Embarrassed by how long he’d stood there numbly in the clinch, he pushed the bag away with fresh rage and started pummeling it again, telling himself it was only sweat that flew from the corners of his eyes as he whaled on it.
34
Pat and Lenny were, as promised, patrolling Pine Street when Bert came walking slowly up the lane that led from Bayview Park. “Hey,” he said, “ya didn’t have ta come out to meet me. I woulda found the house.”
“We’re on guard duty,” Lenny said. “Making sure your buddies didn’t tag along.”
“Ricky insisted,” said Pat apologetically. “He’s afraid of you.”
Without nostalgia, Bert said, “Been a long time since anybody felt that way. But, nah, it’s just me and the dog. Unarmed. Wanna frisk me? I could use a little thrill.”
The offer went untaken and the three of them strolled into the perfect yellow house then straight through it to return to daylight by the pool. Near its edge, in a patch of shade, Marsha was reading in a lounge chair. Sam was stringing a racquet on a machine she’d set up by the pump shed. On the table was a bucket full of wine bottles. Pat poured drinks and for a couple minutes everyone made rather labored small talk.

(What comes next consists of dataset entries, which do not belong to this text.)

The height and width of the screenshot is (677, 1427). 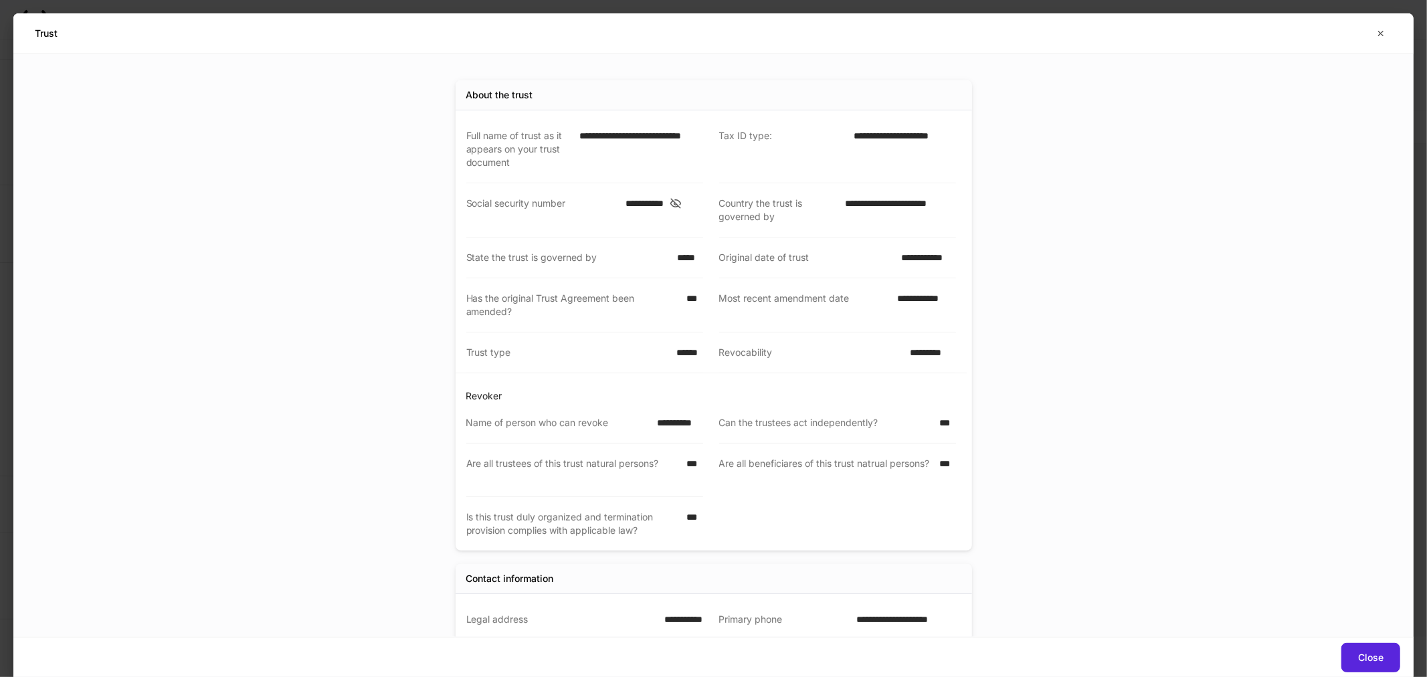 I want to click on h5: Trust, so click(x=46, y=33).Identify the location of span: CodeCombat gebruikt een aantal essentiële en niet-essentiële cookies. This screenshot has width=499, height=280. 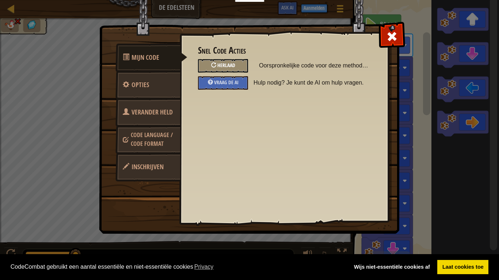
(177, 267). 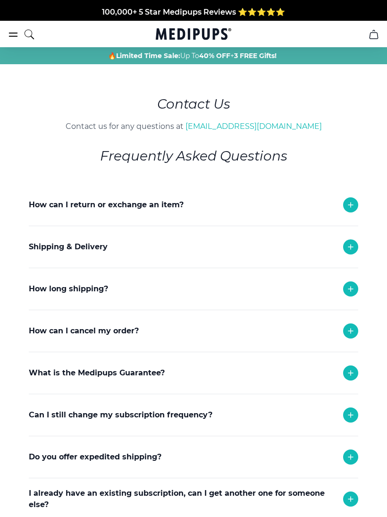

Then, from the narrow, tangled side yard, there came sounds of twigs snapping, vines being torn, creepers getting yanked out of the ground. Muffled curses and metallic squeaks were added to the complaints of slaughtered vegetation before the gate swung open and Ricky and Carla rolled in on their rented cruisers, whose spokes and chains were fouled with shreds of weed and whose fenders trailed festoons of greenery. Bits of leaf and a few twisting caterpillars were sticking to their clothes. To the questioning eyes of the others, Ricky said, “I thought it would be safer, staying in the foliage.”